Sometimes major packaging companies tell us that GDP growth has nothing to do with their annual growth, which is generally and understandably much higher than the overall industry rate. At other times, to impress potential equity investors or their banks, they want us to ‘improve’ the GDP forecasts in research that they have paid for. Thus, it becomes incumbent on us to continually research and maintain our India GDP estimates in comparison to the other regions.

Last year we surveyed both a cross-section of printers and converters (across geographies, segments, and size) and a purposive sample of leading printers and converters (middle and big) on the relevance of India’s GDP growth rate to their own company’s growth.

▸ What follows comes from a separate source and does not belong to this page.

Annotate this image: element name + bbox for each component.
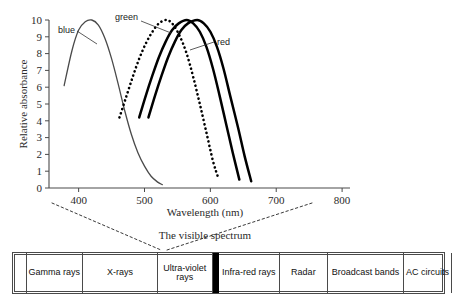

The results were surprisingly similar – 70% said there was a direct correlation, and 6% said there was an indirect impact.

Over 20 years of researching, the industry have given us some insights. One insight that we have shared with clients and publicly is that without 6% GDP growth, we are unlikely to see any visible increase (read realistically bankable investing or risk-taking opportunity) in the print and packaging industries. An early insight in our FY 2004-05 work, when both the economy and the industry were much smaller, we think that maybe we should revise this threshold a bit lower – for a bigger economy and a bigger industry.

Unfortunately, the Modi government’s constant fudging, juggling and re-juggling of GDP numbers have put the GDP growth numbers in doubt. Thus, we are hesitant even to revise or investigate this particular insight – one that over the years been confirmed by our expert industry informants. Since this number and base-year juggling has the economists spinning, you can imagine what it does to mere researchers with a single in-house mathematician-analyst looking at the granularity of a highly-fragmented industry. 

Meanwhile, a senior economist with BJP leanings tells us that there is hardly a need for numbers, either to understand economics or to realize that the economy is in trouble, “Everything is down; nothing is growing,” he says. And when I interject, “Except for smartphone consumption in 2019,” my renowned economist friend, says, “No, no, no, even that is in big trouble if you look at the impending bankruptcy of most of the telecom industry.”

The thrust of Modinomics is that there are political solutions to economic problems; that you can push large buttons and have improved financial and economic outcomes; that inflation and public debt are bad. There is no question that this government has unnecessarily tried to control inflation and starved the urban and the rural economy of both growth and cash. As economists have pointed out, there is room to sustainably increase the debt to GDP ratio from 47.8% to 52.5% over the next three years.

As V Kumaraswamy wrote in the Business Line on 29 January 2019, one of the three reasons why the Indian economy is stagnant is “mistaking risk aversion for sustainability (of government debt and fiscal deficits). Our Fiscal Responsibility and Budget Management obligations are forcing the government to think more like an individual in retirement mode: pay off debts and resist fresh ones, as if its sources of income are to dry up soon.”

Kumaraswamy goes on to make several suggestions, of which I will mention only two. One, with a 13% nominal growth and 8% borrowing rate, the debt to GDP can be raised from 47.8% to 52.5%. The debt to GDP ratio is sustainable even at 60%, with an unutilized buffer of 7.5% (to be kept in case of disasters such as oil price spikes, natural disaster, or war). 

Secondly, the fiscal deficit can be allowed to rise to 6% from its current target of 3.3%. In any case, the government’s target is neither achievable nor desirable. A fiscal deficit of 6% is sustainable, with nominal GDP growth levels rising to 13% at a debt to GDP ratio of 52.5%. This will have a marginal effect on taking inflation upward, which has already started rising in spite of the economic slowdown and a total absence of cash in the market (as packaging converters confirm). However, unlike developed economies, our economy cannot afford the negative impact of lower inflation, lower fiscal deficits, and even weaker demand and economic growth.

The article was written on the morning of 1 February 2019, shortly before the budget was presented.